Add an MCP two ways:

From the catalog

Choose a probe-verified connector. Members click Connect; Passport applies the workspace’s catalog policy automatically.

By URL

Point Passport at any MCP server by URL. It connects, discovers the tools, and scans them.
Each MCP authenticates upstream in one of three ways: a single company account for everyone (org), each person’s own account (member, through an OAuth broker), or no auth (none).
Some connectors need a one-time company OAuth client before anyone can connect them (when the provider does not support dynamic registration). Passport shows a “needs admin setup” state and the callback URL to register, rather than a dead-end member sign-in.

Enterprise catalog modes

  • Open: verified catalog apps connect without an admin decision.
  • Review: the first Connect intent creates or joins a grouped request.
  • Rules: allow or review by app, category, and team, with an explicit block for exceptions.
Approval defaults to the requesters with a read-only pass. An admin can widen it to a team or the workspace. API keys and manual OAuth clients stay in setup until their readiness check passes; requesters are notified only when they can actually connect.

Passes and access

A pass is what a person can do with an MCP:
  • Full: every tool, including writes.
  • Read-only: only the tools marked read-only. Write tools are hidden from the tool list entirely, so an AI client never sees a capability its user cannot call.
  • None: no access; the MCP is not advertised to that person.
Access resolves from three layers, strongest last:
1

Workspace default or selected scope

Grant a default pass to everyone, or scope the MCP to selected teams and people only.
2

Per-team passes

Give a team its own pass, for example read-only GitHub for Support.
3

Per-person overrides

Override a specific person, which wins over the team and default.
How read-only is decided: a tool is treated as read-only only when it is provably so, from its name (verbs like get, list, search, read, find, fetch, describe, show, query) or a trusted upstream’s own read-only hint. Anything not provably read-only counts as a write and is withheld under a read-only pass.
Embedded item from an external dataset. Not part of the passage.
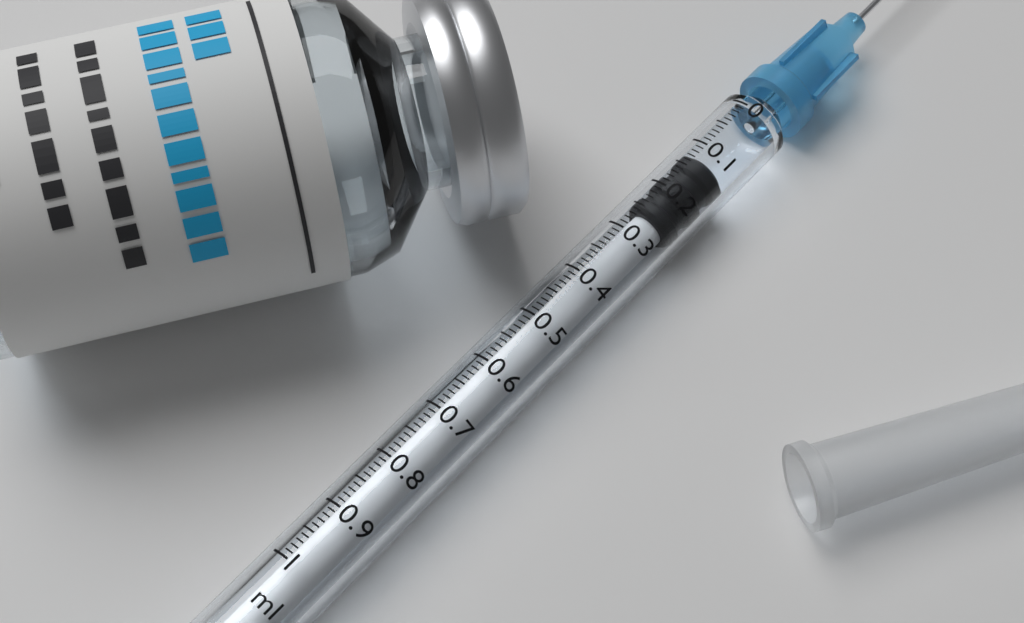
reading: 0.12 ml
Per-tool control and drift

Within an MCP you can turn individual tools on or off, workspace-wide, and choose whether newly discovered tools default on or off. Passport snapshots each MCP’s tool set and detects drift, so you are alerted when an upstream’s tools change rather than silently gaining new capabilities.

Requests

In a managed Enterprise catalog, Connect creates or joins one durable request for that MCP. The admin sees every requester together and can allow the requesters, their teams, or the workspace. If company setup is required, the request moves through Approved · setup in progress and becomes Ready to connect only after the credential or OAuth client is configured. On every plan, a provider that requires a company credential creates an admin setup task rather than pretending the app is ready. Custom and unverified endpoints are always admin-managed.